Can you specifiy which elements of authenticity raise doubts?

regards

david
cuteline
What I am wondering is whether all the parts are original, or there are some swaps. Here are some suspicious points
1. The tassie is gold-colored, but nowhere else shows any gold.
2. The cap is steel, and the clip is also the long-type --- maybe made in 1947-48.
3. Other than the ower's name inscription, there is nothing on the barrel -- no "parker" and no production date.

Jun
david i
OK.

So more issues of correct parts rather than real vs fake.

The barrel and bliind cap assemblies looks at quick glance to be correct. All DJ 51's have gold filled or solid gold tassies, even with white caps.

The 51 imprint tends to be bit faint on many pens and can be found just by the clutch ring. Use high power loupe and tilt pen in light to catch leftover imprint.

Generally, would expect blue diamond cap and not smooth lustraloy finish on DJ pens.

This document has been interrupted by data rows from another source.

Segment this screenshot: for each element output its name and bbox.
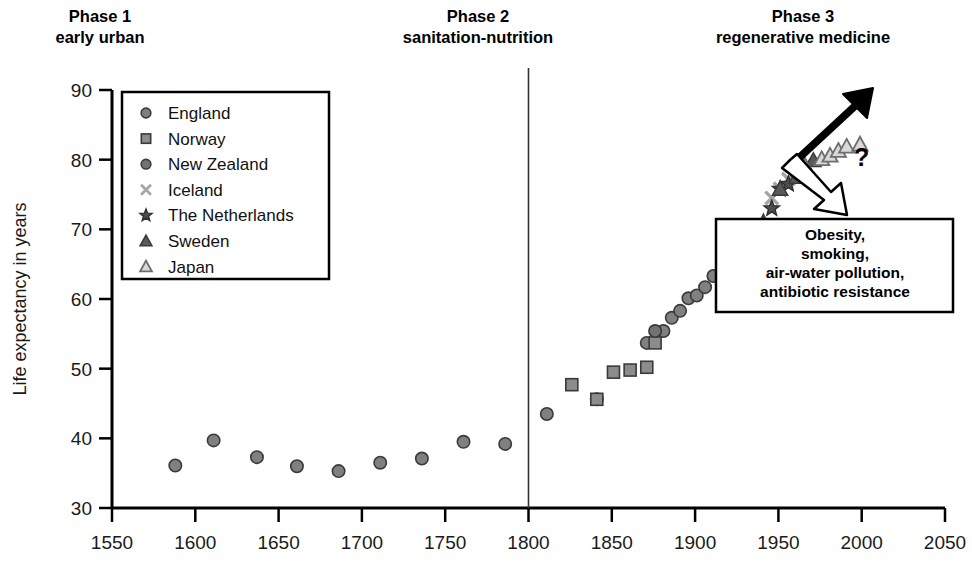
y-tick-label: 30 [71,498,92,519]
risk-factors-callout: Obesity, smoking, air-water pollution, a… [716,219,953,312]
phase-headers: Phase 1 early urban Phase 2 sanitation-n… [56,7,891,46]
y-tick-label: 70 [71,219,92,240]
y-tick-label: 80 [71,150,92,171]
y-tick-label: 90 [71,80,92,101]
data-point-circle-filled [674,305,686,317]
life-expectancy-chart: Phase 1 early urban Phase 2 sanitation-n… [0,0,972,569]
x-tick-label: 1600 [174,532,216,553]
phase-2-subtitle: sanitation-nutrition [403,28,553,46]
data-point-circle-filled [649,325,661,337]
phase-1-subtitle: early urban [56,28,145,46]
y-axis-ticks: 30405060708090 [71,80,112,519]
callout-line-4: antibiotic resistance [760,283,910,300]
legend-label: Japan [168,258,214,277]
data-point-square-filled [591,393,603,405]
data-point-square-filled [641,361,653,373]
callout-line-3: air-water pollution, [766,264,905,281]
phase-3-subtitle: regenerative medicine [716,28,890,46]
data-point-circle-filled [541,408,553,420]
x-tick-label: 1650 [257,532,299,553]
legend-label: New Zealand [168,155,268,174]
legend-label: England [168,104,230,123]
data-point-circle-filled [416,452,428,464]
callout-line-1: Obesity, [805,226,865,243]
y-tick-label: 50 [71,359,92,380]
phase-1-title: Phase 1 [69,7,131,25]
data-point-circle-filled [207,434,219,446]
data-point-square-filled [624,364,636,376]
x-tick-label: 2050 [924,532,966,553]
x-tick-label: 1800 [507,532,549,553]
data-point-circle-filled [332,465,344,477]
x-axis-ticks: 1550160016501700175018001850190019502000… [91,508,966,553]
x-tick-label: 1750 [424,532,466,553]
x-tick-label: 1700 [341,532,383,553]
y-tick-label: 40 [71,428,92,449]
circle-filled-icon [141,108,151,118]
data-point-square-filled [566,379,578,391]
x-tick-label: 1850 [591,532,633,553]
data-point-circle-filled [169,459,181,471]
data-point-square-filled [607,366,619,378]
legend: EnglandNorwayNew ZealandIcelandThe Nethe… [122,92,329,279]
x-tick-label: 1950 [757,532,799,553]
legend-label: Norway [168,130,226,149]
circle-filled-icon [141,159,151,169]
data-point-circle-filled [291,460,303,472]
data-point-circle-filled [251,451,263,463]
phase-3-title: Phase 3 [772,7,834,25]
callout-line-2: smoking, [801,245,869,262]
y-tick-label: 60 [71,289,92,310]
x-tick-label: 2000 [841,532,883,553]
phase-2-title: Phase 2 [447,7,509,25]
data-point-circle-filled [699,281,711,293]
x-tick-label: 1550 [91,532,133,553]
y-axis-title: Life expectancy in years [10,202,30,395]
square-filled-icon [141,134,150,143]
question-mark-label: ? [854,143,869,171]
legend-label: The Netherlands [168,206,294,225]
data-point-circle-filled [374,457,386,469]
data-point-circle-filled [457,436,469,448]
series-new-zealand [649,325,661,337]
legend-label: Sweden [168,232,229,251]
legend-label: Iceland [168,181,223,200]
data-point-square-filled [649,337,661,349]
data-point-circle-filled [499,438,511,450]
x-tick-label: 1900 [674,532,716,553]
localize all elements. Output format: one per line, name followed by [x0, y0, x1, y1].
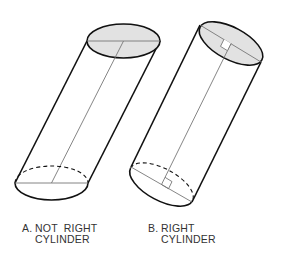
label-b-line2: CYLINDER — [148, 234, 216, 245]
cylinder-a — [15, 24, 160, 200]
label-b: B.RIGHT CYLINDER — [148, 223, 216, 245]
label-b-letter: B. — [148, 223, 161, 234]
cylinder-b-bottom-visible-edge — [123, 168, 192, 215]
label-a: A.NOT RIGHT CYLINDER — [22, 223, 97, 245]
label-a-letter: A. — [22, 223, 35, 234]
label-a-line2: CYLINDER — [22, 234, 97, 245]
cylinder-a-bottom-hidden-edge — [15, 166, 88, 183]
cylinder-a-axis — [52, 41, 124, 183]
cylinder-b-axis — [162, 44, 232, 185]
cylinder-a-bottom-visible-edge — [15, 183, 88, 200]
cylinders-diagram — [0, 0, 282, 256]
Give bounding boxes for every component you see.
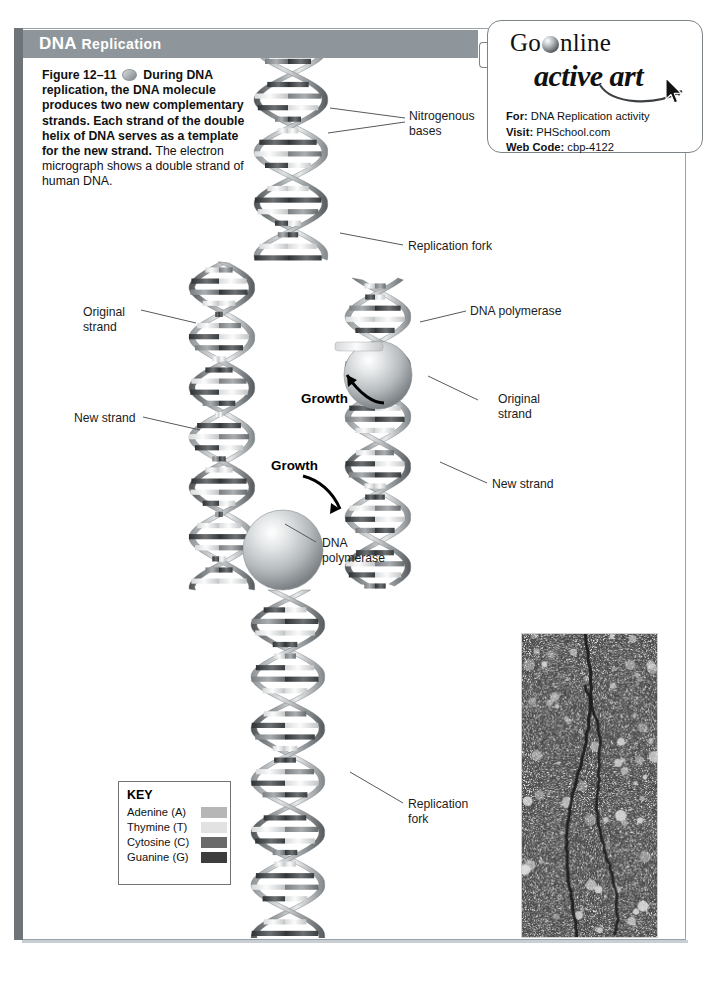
key-color-swatch	[201, 837, 227, 848]
go-online-visit-row: Visit: PHSchool.com	[506, 125, 650, 141]
callout-line-2: fork	[408, 812, 498, 827]
electron-micrograph	[521, 633, 658, 938]
active-art-dot-icon	[122, 69, 137, 81]
callout-line-1: DNA	[322, 536, 412, 551]
key-color-swatch	[201, 852, 227, 863]
callout-replication-fork-top: Replication fork	[408, 239, 528, 254]
key-color-swatch	[201, 822, 227, 833]
key-label: Guanine (G)	[127, 851, 201, 863]
key-rows: Adenine (A)Thymine (T)Cytosine (C)Guanin…	[127, 806, 230, 863]
key-label: Adenine (A)	[127, 806, 201, 818]
callout-line-1: DNA polymerase	[470, 304, 600, 319]
go-online-webcode-label: Web Code:	[506, 141, 564, 153]
callout-replication-fork-bottom: Replication fork	[408, 797, 498, 826]
key-row: Thymine (T)	[127, 821, 230, 833]
key-row: Guanine (G)	[127, 851, 230, 863]
key-color-swatch	[201, 807, 227, 818]
key-legend: KEY Adenine (A)Thymine (T)Cytosine (C)Gu…	[118, 781, 231, 885]
callout-line-2: polymerase	[322, 551, 412, 566]
page-frame-shadow	[22, 940, 688, 943]
callout-line-2: strand	[83, 320, 163, 335]
callout-dna-polymerase-right: DNA polymerase	[470, 304, 600, 319]
go-online-for-label: For:	[506, 110, 528, 122]
go-online-box[interactable]: Gonline active art For: DNA Replication …	[487, 20, 703, 153]
callout-new-strand-left: New strand	[74, 411, 154, 426]
key-row: Adenine (A)	[127, 806, 230, 818]
go-online-wordmark: Gonline	[510, 29, 611, 57]
callout-nitrogenous-bases: Nitrogenous bases	[409, 109, 499, 138]
callout-line-1: New strand	[492, 477, 592, 492]
mouse-cursor-icon	[664, 77, 684, 105]
key-label: Cytosine (C)	[127, 836, 201, 848]
go-online-info: For: DNA Replication activity Visit: PHS…	[506, 109, 650, 156]
callout-line-1: Nitrogenous	[409, 109, 499, 124]
callout-line-2: bases	[409, 124, 499, 139]
online-sphere-icon	[542, 36, 559, 53]
key-title: KEY	[127, 788, 230, 802]
figure-number: Figure 12–11	[42, 68, 117, 82]
growth-arrow-up-left-icon	[330, 365, 390, 410]
growth-label-lower: Growth	[271, 458, 318, 473]
callout-line-2: strand	[498, 407, 578, 422]
section-header-band: DNA Replication	[23, 30, 478, 58]
page-title-main: DNA	[39, 34, 76, 53]
page-left-edge-bar	[14, 28, 23, 940]
callout-line-1: Replication fork	[408, 239, 528, 254]
callout-line-1: Original	[83, 305, 163, 320]
growth-arrow-down-right-icon	[299, 472, 354, 520]
callout-line-1: Replication	[408, 797, 498, 812]
figure-caption: Figure 12–11 During DNA replication, the…	[42, 68, 254, 190]
page-title: DNA Replication	[23, 34, 161, 54]
callout-new-strand-right: New strand	[492, 477, 592, 492]
go-online-visit-label: Visit:	[506, 126, 533, 138]
key-label: Thymine (T)	[127, 821, 201, 833]
go-online-webcode-row: Web Code: cbp-4122	[506, 140, 650, 156]
callout-line-1: Original	[498, 392, 578, 407]
callout-dna-polymerase-left: DNA polymerase	[322, 536, 412, 565]
go-online-for-row: For: DNA Replication activity	[506, 109, 650, 125]
go-online-go-text: Go	[510, 29, 541, 56]
callout-original-strand-left: Original strand	[83, 305, 163, 334]
go-online-online-text: nline	[560, 29, 611, 56]
key-row: Cytosine (C)	[127, 836, 230, 848]
callout-line-1: New strand	[74, 411, 154, 426]
go-online-for-value: DNA Replication activity	[531, 110, 650, 122]
go-online-webcode-value: cbp-4122	[567, 141, 614, 153]
callout-original-strand-right: Original strand	[498, 392, 578, 421]
go-online-visit-value[interactable]: PHSchool.com	[536, 126, 610, 138]
page-title-rest: Replication	[82, 36, 162, 52]
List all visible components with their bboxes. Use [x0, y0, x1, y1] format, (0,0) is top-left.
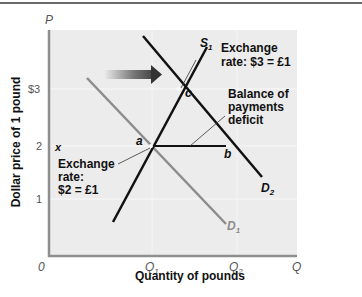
- point-a-marker: [149, 144, 153, 148]
- point-x-label: x: [54, 141, 62, 153]
- chart: P Q 0 $3 2 1 Q1 Q2 x a b c S1 D2 D1 Exch…: [0, 0, 362, 297]
- y-axis-title: Dollar price of 1 pound: [9, 62, 23, 222]
- point-a-label: a: [136, 134, 143, 148]
- y-tick-2: 2: [36, 140, 42, 152]
- annotation-exchange-rate-3: Exchange rate: $3 = £1: [221, 41, 291, 69]
- origin-label: 0: [38, 260, 45, 274]
- q-axis-symbol: Q: [292, 260, 301, 274]
- y-tick-1: 1: [36, 193, 42, 205]
- p-axis-symbol: P: [45, 13, 53, 27]
- point-c-label: c: [185, 86, 192, 100]
- point-b-label: b: [224, 147, 231, 161]
- x-axis-title: Quantity of pounds: [120, 269, 260, 283]
- y-tick-3: $3: [28, 83, 40, 95]
- point-c-marker: [177, 87, 181, 91]
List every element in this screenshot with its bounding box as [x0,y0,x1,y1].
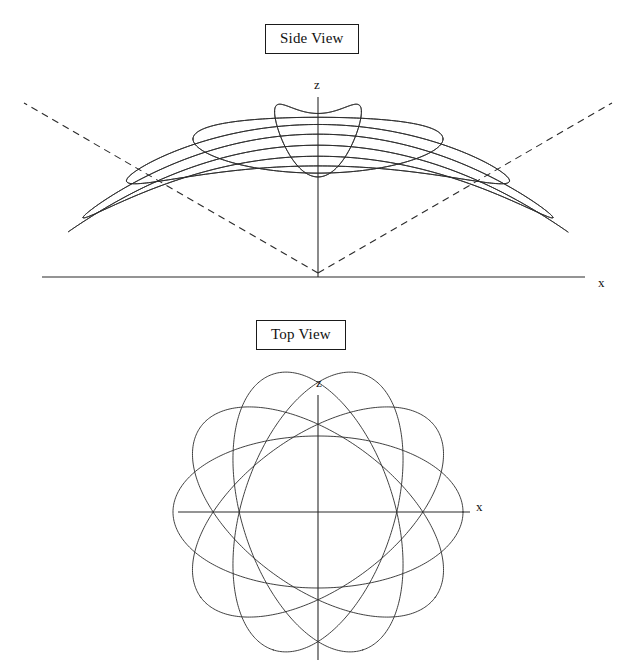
side-view-cone-left [24,103,318,273]
side-view-plot [0,0,631,310]
top-view-axes [178,395,470,660]
side-view-x-axis-label: x [598,276,605,289]
top-view-z-axis-label: z [316,376,322,389]
top-view-caption: Top View [256,320,346,350]
orbit-figure: Side View z x Top View z x [0,0,631,668]
side-view-z-axis-label: z [314,78,320,91]
side-view-axes [42,97,585,277]
side-view-cone-right [318,103,612,273]
top-view-x-axis-label: x [476,500,483,513]
top-view-plot [0,348,631,668]
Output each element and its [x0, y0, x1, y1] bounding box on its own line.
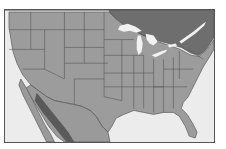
map-svg: [5, 10, 214, 142]
map-frame: [4, 9, 215, 143]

But, the feather clip at least was intro'd in 48 before end of the vac run, so feather clips do crop up on 1948 vac-fill pens, just usually would not expect that cap pattern, so indeed on a pen in which cap swaps are simple to do and are prevalent, this mite be a non-original match. Still, most of the value is below the cap and lined sterling and GF blue diamond caps can be found pretty easily.

david
cuteline
Another clue is that the cap is smaller than the normal one I had. Actually it is of the same size as the demi version. So it is clearly a mis-matched cap (I think), am I possibly wrong?
Jan
I don't believe that the later style cap with a DJ 51 was ever "standard" production, since normal production of DJ's supposedly ended in 47. Nevertheless, given the vagaries of pen manufacturing. it is possible that something could have come out of some factory somewhere looking like that. About 7 years ago, I picked up an Argentinian production demo aero 51 with a gold cap and silver (nickel?) early vac style clip. Wierd fer sure, but pretty nonetheless. David's absolutely right that a more traditional cap can be readily found.
david i
DJ pens indeed might've ended before 48. I long assumed that but have not seen info. Not sure event he Shepherd book cites a date and source material to back it. The Demis indeed were intro'd in 1947. But again, finding a cap for these is not too difficult.

Be careful of Argentine demos. Most of them were "produced" indeed in Argentina, just not ever in any Parker plant. Rather, custom jobbers save for the guts. Lots of cap swaps and parts swaps there, so difficult to make broad based assessments from what is found on or in such a pen.